England Objects to the Treaty of Versailles, June 1, 1919

Journal of Liberal History

1830-1859

  • ‘His friends sat on the benches opposite’

    Examination of the part played by the renegade Conservatives – the Peelites – in the creation of the Liberal Party.

  • Plus ca change

    The politics of faction in the 1850s; an introduction to a speech by John Bright.

  • William IV’s dismissal of the Whig administration in 1834

    William IV's dismissal of Lord Melbourne's Whig government in November 1834 was the last time a British monarch tried to assert political authority by bringing down a government that had majority support in the House of Commons.

  • William Ewart Gladstone, 1809-1898

    As Roy Jenkins concluded in his masterly biography, ‘Mr Gladstone was almost as much the epitome of the Victorian age as the great Queen herself’. He was the political giant of his lifetime and even at the end of the twentieth century the principles and aspirations he brought to public life are still inherent in the…

  • No one likes us, we don’t care

    Review of Leslie Mitchell, The Whig World 1760-1837 (Hambledon Continuum, 2005).

  • William Edward Forster, 1818-1886

    W. E. Forster was a typical nineteenth century Radical: a successful self-made businessman of nonconformist origins who was driven by his conscience to work for the less well-off in the community. His great achievement was the successful creation of the framework for a state education system which is still recognisable today. His ill fortune was…

  • Joseph Hume, 1777-1855

    Joseph Hume was a Scottish radical who devoted his political career to championing the principles of retrenchment. He was born near Montrose, Forfarshire in January 1777, the first son of James Hume. Hume’s father, master of a small fishing ship, died when he was nine and the family was forced to fall back on the…

  • Jeremy Bentham, 1745-1832

    Jeremy Bentham, the English moral philosopher, jurist, social reformer, political economist and founding father of modern utilitarianism was born in London on 15 February 1748. His ambitious father, also a lawyer, had plans for young Jeremy to become Lord Chancellor of England, not only making his name but also his fortune in the process. Despite…

  • ‘The representative man’

    Reviews of Kenneth Bourne, Palmerston: The Early Years 1783-1841 (Allen Lane, 1982) and Donald Southgate, The Most English Minister (Macmillan, 1966).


Prompt:
A verbatim copy of every record is required, and no pictures should be included.

Data supplied:
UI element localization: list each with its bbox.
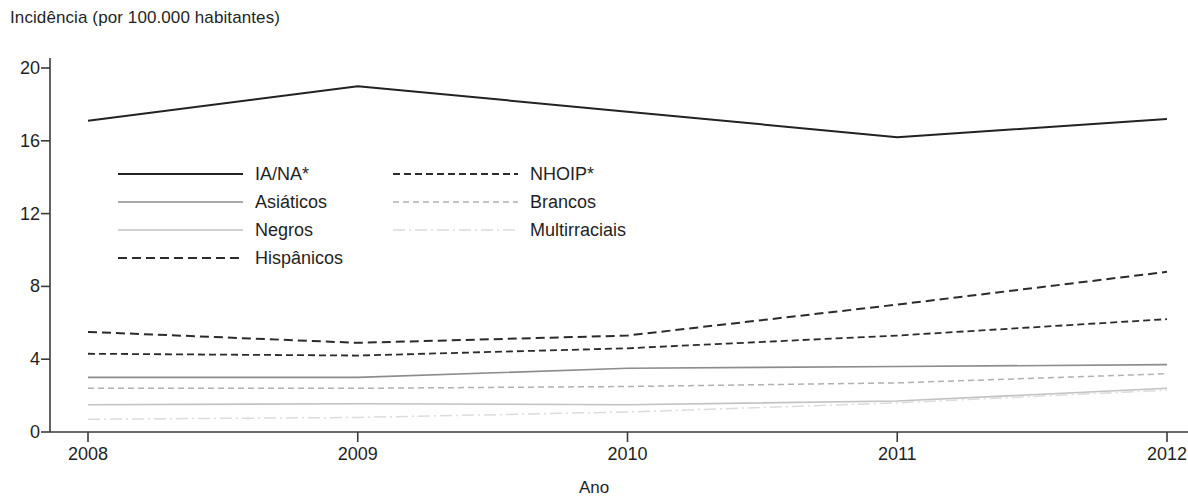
legend-item-label: Hispânicos xyxy=(255,249,343,267)
legend-line-swatch-icon xyxy=(118,221,243,239)
y-axis-ticks xyxy=(41,68,50,432)
series-line xyxy=(88,319,1167,355)
series-line xyxy=(88,272,1167,343)
legend-column-right: NHOIP*BrancosMultirraciais xyxy=(393,160,626,244)
legend-item-label: IA/NA* xyxy=(255,165,309,183)
legend-item: Asiáticos xyxy=(118,188,343,216)
series-line xyxy=(88,365,1167,378)
legend-line-swatch-icon xyxy=(393,193,518,211)
legend-item-label: Negros xyxy=(255,221,313,239)
legend-line-swatch-icon xyxy=(118,249,243,267)
legend-item-label: Brancos xyxy=(530,193,596,211)
legend-item-label: Multirraciais xyxy=(530,221,626,239)
line-chart: Incidência (por 100.000 habitantes) 0481… xyxy=(0,0,1188,502)
legend-item: Brancos xyxy=(393,188,626,216)
x-tick-label: 2009 xyxy=(338,444,378,465)
x-tick-label: 2010 xyxy=(607,444,647,465)
series-line xyxy=(88,388,1167,404)
x-tick-label: 2012 xyxy=(1147,444,1187,465)
legend-item: NHOIP* xyxy=(393,160,626,188)
legend-item: Negros xyxy=(118,216,343,244)
series-line xyxy=(88,86,1167,137)
legend-item-label: NHOIP* xyxy=(530,165,594,183)
legend-item: Multirraciais xyxy=(393,216,626,244)
legend-line-swatch-icon xyxy=(393,165,518,183)
legend-item-label: Asiáticos xyxy=(255,193,327,211)
legend-line-swatch-icon xyxy=(393,221,518,239)
legend-column-left: IA/NA*AsiáticosNegrosHispânicos xyxy=(118,160,343,272)
x-axis-title: Ano xyxy=(0,478,1188,498)
legend-line-swatch-icon xyxy=(118,193,243,211)
x-tick-label: 2011 xyxy=(878,444,917,465)
series-line xyxy=(88,374,1167,389)
legend-item: Hispânicos xyxy=(118,244,343,272)
x-tick-label: 2008 xyxy=(68,444,108,465)
x-axis-ticks xyxy=(88,432,1167,442)
legend-line-swatch-icon xyxy=(118,165,243,183)
legend-item: IA/NA* xyxy=(118,160,343,188)
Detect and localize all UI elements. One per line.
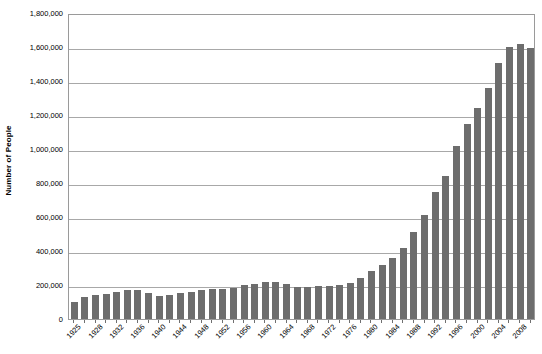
x-tick-label: 1956 — [235, 323, 252, 340]
x-axis-tick-labels: 1925192819321936194019441948195219561960… — [68, 323, 535, 354]
x-tick-label: 1972 — [320, 323, 337, 340]
y-tick-label: 1,800,000 — [30, 10, 63, 18]
bar — [294, 287, 301, 319]
bar — [272, 282, 279, 319]
y-axis-title: Number of People — [0, 0, 16, 320]
x-tick-label: 1964 — [278, 323, 295, 340]
x-tick-label: 1988 — [405, 323, 422, 340]
bar — [134, 290, 141, 319]
bar — [156, 296, 163, 319]
bar — [495, 63, 502, 319]
bar — [464, 124, 471, 319]
y-axis-tick-labels: 1,800,0001,600,0001,400,0001,200,0001,00… — [16, 14, 66, 320]
y-tick-label: 200,000 — [36, 282, 63, 290]
bar — [304, 287, 311, 319]
bar — [166, 295, 173, 319]
x-tick-label: 1944 — [172, 323, 189, 340]
bar — [474, 108, 481, 319]
x-tick-label: 1928 — [87, 323, 104, 340]
bar — [432, 192, 439, 319]
bar — [262, 282, 269, 319]
bar — [145, 293, 152, 319]
bar — [527, 48, 534, 319]
bar — [188, 292, 195, 319]
y-axis-title-label: Number of People — [4, 125, 13, 195]
x-tick-label: 1996 — [448, 323, 465, 340]
x-tick-label: 1980 — [363, 323, 380, 340]
bar — [124, 290, 131, 319]
y-tick-label: 1,200,000 — [30, 112, 63, 120]
bar — [389, 258, 396, 319]
bar — [517, 44, 524, 319]
bar — [241, 285, 248, 319]
bar — [400, 248, 407, 319]
x-tick-label: 1932 — [108, 323, 125, 340]
x-tick-label: 1984 — [384, 323, 401, 340]
x-tick-label: 1925 — [65, 323, 82, 340]
bar — [326, 286, 333, 319]
y-tick-label: 1,400,000 — [30, 78, 63, 86]
x-tick-label: 1976 — [341, 323, 358, 340]
bar — [347, 283, 354, 319]
bar — [92, 295, 99, 319]
y-tick-label: 600,000 — [36, 214, 63, 222]
x-tick-label: 1960 — [257, 323, 274, 340]
bar — [506, 47, 513, 319]
bar — [251, 284, 258, 319]
bar — [177, 293, 184, 319]
y-tick-label: 1,000,000 — [30, 146, 63, 154]
y-tick-label: 0 — [59, 316, 63, 324]
bar — [421, 215, 428, 319]
bar — [315, 286, 322, 319]
x-tick-label: 1940 — [150, 323, 167, 340]
bar — [485, 88, 492, 319]
bar — [219, 289, 226, 319]
bar — [81, 297, 88, 319]
y-tick-label: 400,000 — [36, 248, 63, 256]
x-tick-label: 1968 — [299, 323, 316, 340]
x-tick-label: 2000 — [469, 323, 486, 340]
y-tick-label: 1,600,000 — [30, 44, 63, 52]
x-tick-label: 2008 — [511, 323, 528, 340]
bar — [442, 176, 449, 319]
plot-area — [68, 14, 535, 320]
bar — [230, 288, 237, 319]
bar — [368, 271, 375, 319]
x-tick-label: 2004 — [490, 323, 507, 340]
bar — [336, 285, 343, 319]
bar — [379, 265, 386, 319]
y-tick-label: 800,000 — [36, 180, 63, 188]
x-tick-label: 1948 — [193, 323, 210, 340]
bar — [357, 278, 364, 319]
bar — [283, 284, 290, 319]
bar — [453, 146, 460, 319]
bar — [103, 294, 110, 320]
bar — [71, 302, 78, 319]
bar — [209, 289, 216, 319]
x-tick-label: 1952 — [214, 323, 231, 340]
bar — [410, 232, 417, 319]
bars-layer — [69, 15, 534, 319]
bar-chart: Number of People 1,800,0001,600,0001,400… — [0, 0, 542, 354]
bar — [113, 292, 120, 319]
x-tick-label: 1936 — [129, 323, 146, 340]
x-tick-label: 1992 — [426, 323, 443, 340]
bar — [198, 290, 205, 319]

Solution for this problem:
UI element localization: list each with its bbox.
legend-item-label: Hispânicos xyxy=(255,249,343,267)
legend-line-swatch-icon xyxy=(118,221,243,239)
y-axis-ticks xyxy=(41,68,50,432)
series-line xyxy=(88,319,1167,355)
series-line xyxy=(88,272,1167,343)
legend-column-right: NHOIP*BrancosMultirraciais xyxy=(393,160,626,244)
legend-item-label: IA/NA* xyxy=(255,165,309,183)
legend-item: Asiáticos xyxy=(118,188,343,216)
series-line xyxy=(88,365,1167,378)
legend-line-swatch-icon xyxy=(393,193,518,211)
legend-item-label: Negros xyxy=(255,221,313,239)
legend-line-swatch-icon xyxy=(118,249,243,267)
legend-item-label: Brancos xyxy=(530,193,596,211)
legend-item-label: Multirraciais xyxy=(530,221,626,239)
line-chart: Incidência (por 100.000 habitantes) 0481… xyxy=(0,0,1188,502)
legend-item: Brancos xyxy=(393,188,626,216)
x-tick-label: 2009 xyxy=(338,444,378,465)
x-tick-label: 2010 xyxy=(607,444,647,465)
series-line xyxy=(88,388,1167,404)
x-tick-label: 2012 xyxy=(1147,444,1187,465)
legend-item: NHOIP* xyxy=(393,160,626,188)
legend-item: Negros xyxy=(118,216,343,244)
series-line xyxy=(88,86,1167,137)
legend-item-label: NHOIP* xyxy=(530,165,594,183)
legend-item: Multirraciais xyxy=(393,216,626,244)
legend-line-swatch-icon xyxy=(393,165,518,183)
legend-item-label: Asiáticos xyxy=(255,193,327,211)
legend-line-swatch-icon xyxy=(393,221,518,239)
legend-column-left: IA/NA*AsiáticosNegrosHispânicos xyxy=(118,160,343,272)
x-axis-title: Ano xyxy=(0,478,1188,498)
legend-line-swatch-icon xyxy=(118,193,243,211)
x-tick-label: 2011 xyxy=(878,444,917,465)
series-line xyxy=(88,374,1167,389)
legend-item: Hispânicos xyxy=(118,244,343,272)
x-tick-label: 2008 xyxy=(68,444,108,465)
x-axis-ticks xyxy=(88,432,1167,442)
legend-line-swatch-icon xyxy=(118,165,243,183)
legend-item: IA/NA* xyxy=(118,160,343,188)
Detect and localize all UI elements. One per line.
x-tick-label: 1956 — [235, 323, 252, 340]
x-axis-tick-labels: 1925192819321936194019441948195219561960… — [68, 323, 535, 354]
x-tick-label: 1972 — [320, 323, 337, 340]
y-tick-label: 1,800,000 — [30, 10, 63, 18]
bar — [294, 287, 301, 319]
bar — [272, 282, 279, 319]
y-axis-title: Number of People — [0, 0, 16, 320]
x-tick-label: 1964 — [278, 323, 295, 340]
x-tick-label: 1988 — [405, 323, 422, 340]
bar — [134, 290, 141, 319]
bar — [156, 296, 163, 319]
bar — [495, 63, 502, 319]
bar — [464, 124, 471, 319]
y-axis-tick-labels: 1,800,0001,600,0001,400,0001,200,0001,00… — [16, 14, 66, 320]
y-tick-label: 200,000 — [36, 282, 63, 290]
bar — [304, 287, 311, 319]
bar — [166, 295, 173, 319]
x-tick-label: 1944 — [172, 323, 189, 340]
bar — [474, 108, 481, 319]
x-tick-label: 1928 — [87, 323, 104, 340]
bar — [432, 192, 439, 319]
bar — [262, 282, 269, 319]
bar — [145, 293, 152, 319]
bar — [527, 48, 534, 319]
bar — [188, 292, 195, 319]
y-axis-title-label: Number of People — [4, 125, 13, 195]
x-tick-label: 1996 — [448, 323, 465, 340]
x-tick-label: 1980 — [363, 323, 380, 340]
bar — [124, 290, 131, 319]
y-tick-label: 1,200,000 — [30, 112, 63, 120]
bar — [389, 258, 396, 319]
bar — [517, 44, 524, 319]
bar — [241, 285, 248, 319]
bar — [400, 248, 407, 319]
x-tick-label: 1932 — [108, 323, 125, 340]
x-tick-label: 1984 — [384, 323, 401, 340]
x-tick-label: 1925 — [65, 323, 82, 340]
bar — [326, 286, 333, 319]
y-tick-label: 1,400,000 — [30, 78, 63, 86]
x-tick-label: 1976 — [341, 323, 358, 340]
bar — [347, 283, 354, 319]
bar — [92, 295, 99, 319]
y-tick-label: 600,000 — [36, 214, 63, 222]
x-tick-label: 1960 — [257, 323, 274, 340]
bar — [506, 47, 513, 319]
bar — [251, 284, 258, 319]
bar — [177, 293, 184, 319]
y-tick-label: 1,000,000 — [30, 146, 63, 154]
y-tick-label: 0 — [59, 316, 63, 324]
bar — [421, 215, 428, 319]
bar — [315, 286, 322, 319]
x-tick-label: 1940 — [150, 323, 167, 340]
bar — [485, 88, 492, 319]
bar — [219, 289, 226, 319]
bar — [81, 297, 88, 319]
y-tick-label: 400,000 — [36, 248, 63, 256]
x-tick-label: 1968 — [299, 323, 316, 340]
x-tick-label: 2000 — [469, 323, 486, 340]
y-tick-label: 1,600,000 — [30, 44, 63, 52]
x-tick-label: 2008 — [511, 323, 528, 340]
bar — [442, 176, 449, 319]
plot-area — [68, 14, 535, 320]
bar — [230, 288, 237, 319]
bar — [368, 271, 375, 319]
x-tick-label: 2004 — [490, 323, 507, 340]
bar — [336, 285, 343, 319]
bar — [379, 265, 386, 319]
y-tick-label: 800,000 — [36, 180, 63, 188]
x-tick-label: 1948 — [193, 323, 210, 340]
bar — [357, 278, 364, 319]
bar — [283, 284, 290, 319]
bar — [453, 146, 460, 319]
bar — [103, 294, 110, 320]
bar — [71, 302, 78, 319]
bar — [209, 289, 216, 319]
x-tick-label: 1952 — [214, 323, 231, 340]
bar — [410, 232, 417, 319]
bars-layer — [69, 15, 534, 319]
bar-chart: Number of People 1,800,0001,600,0001,400… — [0, 0, 542, 354]
bar — [113, 292, 120, 319]
x-tick-label: 1936 — [129, 323, 146, 340]
x-tick-label: 1992 — [426, 323, 443, 340]
bar — [198, 290, 205, 319]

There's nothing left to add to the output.